Good sense and sound judgment were the principal features of his character. His works are more distinguished by simplicity, clearness, and precision, than by any very powerful eloquence, or a very nice discrimination of cha- racter. He was not, however, deficient either in command of language or in poetical feeling. Sir William Jones and Dr Robertson paid him some very high compliments, in their private correspondence, for the elegance and purity of his style; and the former of these writers has also characterized him, in his third Discourse, as possessing an "exquisite taste for every fine art." We find also, amongst a few miscellaneous poems collected by his biographer, a remarkable little Address to the Moon, written at Madras in 1757, which is manifestly the original of a well-known Greek epigram and a Latin ode of Sir William Jones; and certainly the compliment of having been "set to music, and much admired," must be considered as far inferior to that of having been repeatedly imitated and translated by a poet of a judgment so correct, and a taste so refined, and having been called the production of "a man of great talents, and a particular friend of the translator."

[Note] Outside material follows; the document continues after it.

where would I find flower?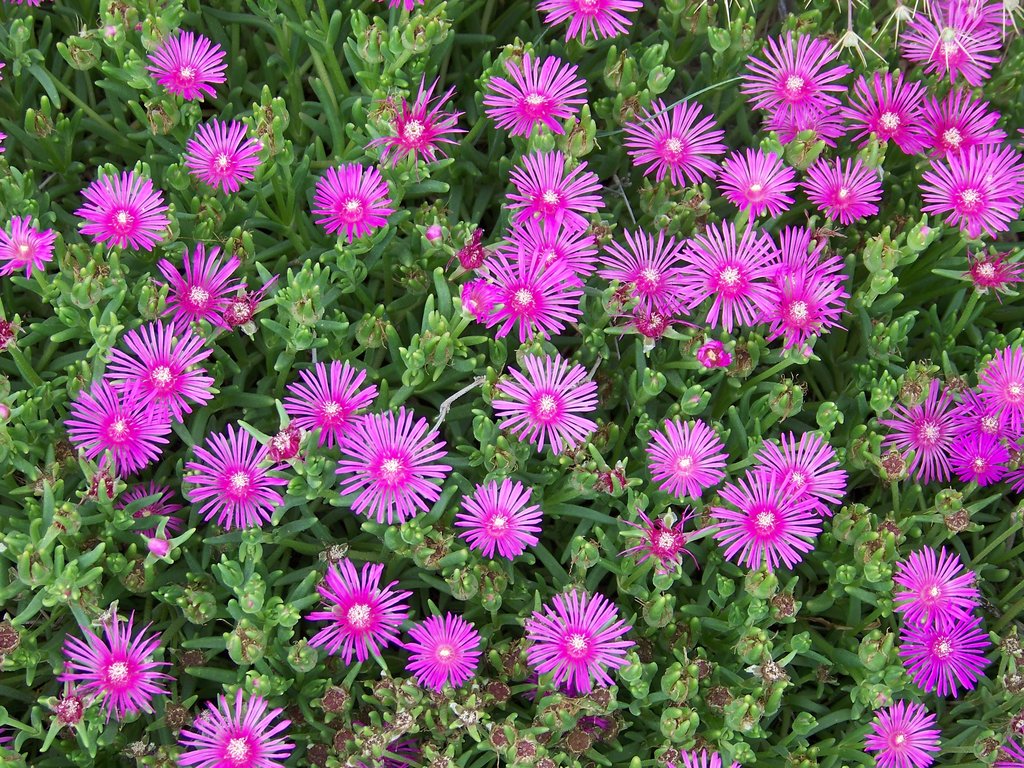
At 982:346:1020:426.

1. Of his works, the earliest in its origin was his General Idea of the Government and People of Indostan. It was principally written in 1752, and finished during his return to England in the next year. A part of it was prefixed to his Military History, and it is printed in its entire state among his posthumous works.
2. History of the Military Transactions of the British Nation in Indostan, from the year 1743. A Dissertation on the Mahommedan Conquests and Establishments in Indostan is prefixed to the first volume. "No historian," says the author of the Annual Register for 1764, "seems to have been more perfectly informed of the subject on which he has undertaken to write; and very few have possessed more fully the talent of impressing it, in the clearest and most vivid manner, on the imagination and understanding of his reader." The first volume, published in 1763, extends to 1756; and the second, published in 1778, carries the history down to the peace of 1763.
3. Historical Fragments of the Mogul Empire, from the year 1659, 8vo, London, 1782; first published anonymously, but acknowledged and reprinted in 4to in 1805; together with the Origin of the English Establishment at Broach and Surat, the General Idea of the Government and People of Indostan, and a Life of the Author. The Historical Fragments is a work of considerable research, making a sort of episode to the Military History, to which it affords some additions and corrections. It relates principally to the sanguinary Aurungzebe and his immediate successors, and to his contemporary, Sevagi the "Morattoe," the professed descendant of Porus. The Essay on the Trade of Surat is a fragment which was left unfinished by the author.
4. Several hundred volumes of Mr Orme's manuscript collections, together with some scarce printed tracts relating to oriental history, are carefully preserved in the library of the East India Company.